Think tank europe

Testing the Limits of European Citizenship

28/05/2009
Author : Federal Trust for Education & Research (United Kingdom)
By Anja Lansbergen
 
Citizenship of the European Union was introduced to European Community law by the Treaty of Maastricht. The new citizenship provisions reinforced the right of Member State nationals to move and reside freely within Union territory and granted the right to vote in EP elections to all Member State nationals irrespective of their country of residence or their migration status. Union citizens were also granted the right to petition the European Parliament, to vote in municipal elections of a host Member State and to receive diplomatic protection from the consulate of another Member State.

The value of the citizenship status outwith the scope of those rights explicitly defined by the Treaty is uncertain. Though initially the subject of much speculation by both practitioners and academics alike, development of the concept of European citizenship is widely recognised to be confined to those citizens who have exercised their economic right of free movement, with respect to whom the protection of social rights is a necessary corollary to the pursuit of the broad objectives of the Treaty. The Court has expressed willingness to re-cast certain social rights that attach to free movement – for example the right to family reunification and equal access to welfare support, education and healthcare – in terms of citizenship language, yet this ironically serves only to highlight the constraints of the ‘market citizen’ framework.

There are two lines of objection to the concept of Union citizenship as currently formulated. The first would consider the lack of a general Community competence to regulate for the social rights of its citizens as being a deficiency in and of itself, on the grounds that a strengthened European space necessitates a minimum allocation of social citizenship rights. The second, a more modest objection, is that the allocation of social rights within the constraints of the market citizenship framework has the potential to create uneasy distinctions between the migrant and non-migrant ‘citizen’. In the illustration to be examined below, this operates so far as to subject the non-migrant citizen to ‘reverse discrimination’. The nonmigrant citizen is therefore not a ‘citizen’ in any meaningful way, as he is not entitled to the same social citizenship rights that he would receive upon movement within the Union. The application of a ‘market citizen’ model of citizenship is fraught with contradictions when developed so as to protect social rights that could be equally applicable to non-migrant Member State nationals. These contradictions push at the limits of the market citizen framework and ironically undermine the very citizenship status the Court is intending to bolster, by attracting resentment to European (over-)regulation and increasing resistance to the process of European integration.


■ **Task statement**:
Look for the string "item" in the material below. Copy every line where you find it.

☆ ☆ ☆ ☆ ☆ ☆ ☆

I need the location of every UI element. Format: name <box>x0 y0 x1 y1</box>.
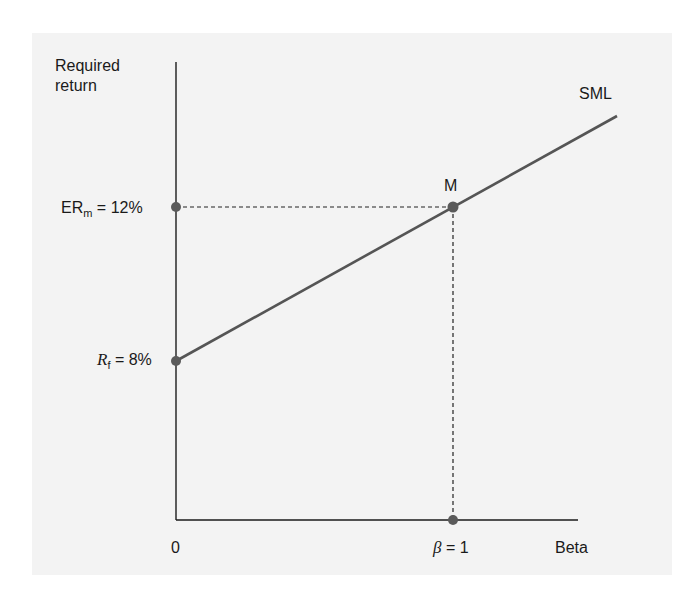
beta-one-point <box>448 515 458 525</box>
y-axis-label: Required return <box>55 56 120 96</box>
rf-prefix: R <box>97 350 107 369</box>
sml-line <box>176 116 617 361</box>
sml-label: SML <box>579 84 612 104</box>
market-point <box>448 202 459 213</box>
rf-point <box>171 356 181 366</box>
y-axis-label-line2: return <box>55 76 120 96</box>
y-axis-label-line1: Required <box>55 56 120 76</box>
rf-value: = 8% <box>110 351 151 368</box>
market-point-label: M <box>444 176 457 196</box>
erm-prefix: ER <box>61 199 83 216</box>
erm-point <box>171 202 181 212</box>
beta-one-label: β = 1 <box>433 538 469 558</box>
rf-tick-label: Rf = 8% <box>97 350 152 370</box>
erm-tick-label: ERm = 12% <box>61 198 143 218</box>
beta-value: = 1 <box>441 539 468 556</box>
erm-value: = 12% <box>92 199 142 216</box>
origin-label: 0 <box>171 538 180 558</box>
x-axis-label: Beta <box>555 538 588 558</box>
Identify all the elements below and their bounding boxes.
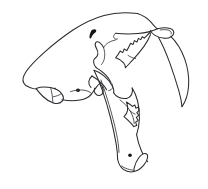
skull-line-drawing	[0, 0, 208, 189]
mental-foramen-icon	[128, 154, 132, 157]
skull-figure	[0, 0, 208, 189]
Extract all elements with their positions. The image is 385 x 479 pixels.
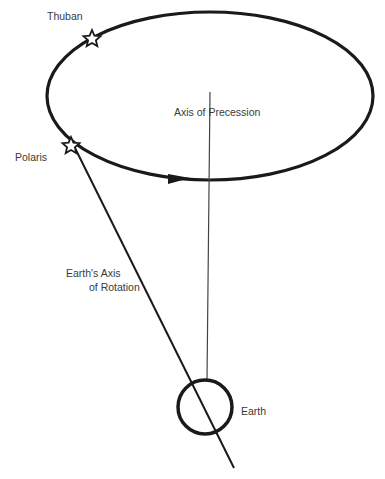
axis-of-precession-label: Axis of Precession <box>174 106 260 118</box>
thuban-star-icon <box>84 30 101 46</box>
earth-axis-label-line1: Earth's Axis <box>66 267 121 279</box>
thuban-label: Thuban <box>47 10 83 22</box>
precession-diagram <box>0 0 385 479</box>
axis-of-precession-line <box>207 92 210 380</box>
earth-axis-label-line2: of Rotation <box>89 281 140 293</box>
earth-circle <box>178 380 232 434</box>
polaris-label: Polaris <box>15 151 47 163</box>
earth-axis-of-rotation-line <box>74 146 234 468</box>
earth-label: Earth <box>241 405 266 417</box>
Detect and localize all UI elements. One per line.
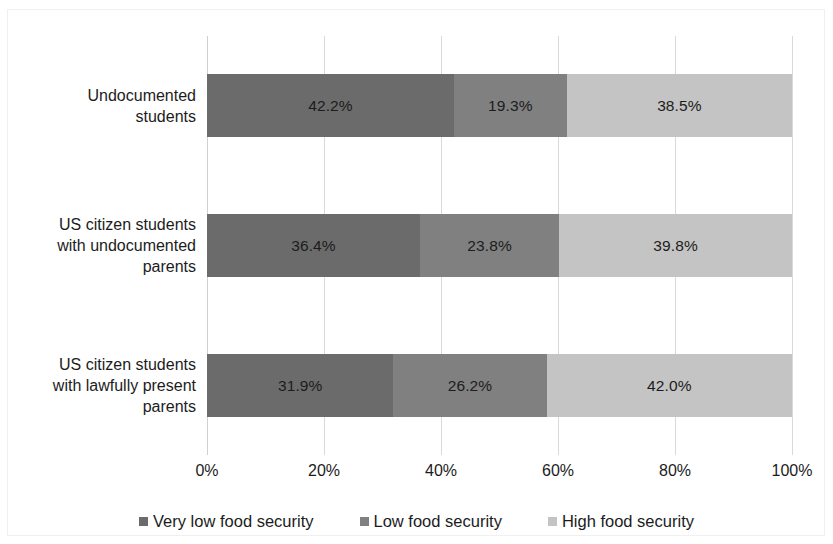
stacked-bar-row[interactable]: 36.4%23.8%39.8% — [207, 214, 792, 277]
legend-label: High food security — [562, 512, 694, 531]
bar-value-label: 23.8% — [467, 237, 511, 255]
bar-value-label: 42.2% — [308, 97, 352, 115]
legend-item-3[interactable]: High food security — [548, 512, 694, 531]
chart-canvas: Undocumented studentsUS citizen students… — [0, 0, 833, 544]
bar-segment-2[interactable]: 26.2% — [393, 354, 546, 417]
category-axis-labels: Undocumented studentsUS citizen students… — [0, 36, 196, 455]
legend-square-icon — [360, 517, 369, 526]
stacked-bar-row[interactable]: 31.9%26.2%42.0% — [207, 354, 792, 417]
bar-segment-2[interactable]: 19.3% — [454, 74, 567, 137]
legend-item-1[interactable]: Very low food security — [139, 512, 314, 531]
category-label: US citizen students with undocumented pa… — [4, 214, 196, 277]
bar-value-label: 38.5% — [657, 97, 701, 115]
bar-segment-1[interactable]: 42.2% — [207, 74, 454, 137]
gridline-100pct — [792, 36, 793, 455]
x-tick-label: 0% — [195, 462, 218, 480]
category-label: US citizen students with lawfully presen… — [4, 354, 196, 417]
bar-segment-2[interactable]: 23.8% — [420, 214, 559, 277]
legend-label: Low food security — [374, 512, 502, 531]
bar-segment-1[interactable]: 31.9% — [207, 354, 393, 417]
bar-segment-1[interactable]: 36.4% — [207, 214, 420, 277]
x-tick-label: 20% — [308, 462, 340, 480]
bar-segment-3[interactable]: 38.5% — [567, 74, 792, 137]
legend-square-icon — [139, 517, 148, 526]
x-tick-label: 100% — [772, 462, 813, 480]
x-tick-label: 40% — [425, 462, 457, 480]
x-tick-label: 80% — [659, 462, 691, 480]
legend-square-icon — [548, 517, 557, 526]
bar-segment-3[interactable]: 39.8% — [559, 214, 792, 277]
category-label: Undocumented students — [4, 85, 196, 127]
stacked-bar-row[interactable]: 42.2%19.3%38.5% — [207, 74, 792, 137]
plot-area: 42.2%19.3%38.5%36.4%23.8%39.8%31.9%26.2%… — [207, 36, 792, 455]
bar-value-label: 26.2% — [448, 377, 492, 395]
x-tick-label: 60% — [542, 462, 574, 480]
bar-value-label: 19.3% — [488, 97, 532, 115]
bar-value-label: 31.9% — [278, 377, 322, 395]
bar-value-label: 36.4% — [291, 237, 335, 255]
bar-value-label: 42.0% — [647, 377, 691, 395]
chart-legend: Very low food securityLow food securityH… — [0, 506, 833, 536]
legend-item-2[interactable]: Low food security — [360, 512, 502, 531]
bar-segment-3[interactable]: 42.0% — [547, 354, 792, 417]
legend-label: Very low food security — [153, 512, 314, 531]
bar-value-label: 39.8% — [653, 237, 697, 255]
x-axis-tick-labels: 0%20%40%60%80%100% — [207, 462, 792, 486]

☆ ☆ ☆ ☆ ☆ ☆ ☆

■ **Output of the exercise**:
legend-item-3[interactable]: High food security — [548, 512, 694, 531]
legend-item-1[interactable]: Very low food security — [139, 512, 314, 531]
legend-item-2[interactable]: Low food security — [360, 512, 502, 531]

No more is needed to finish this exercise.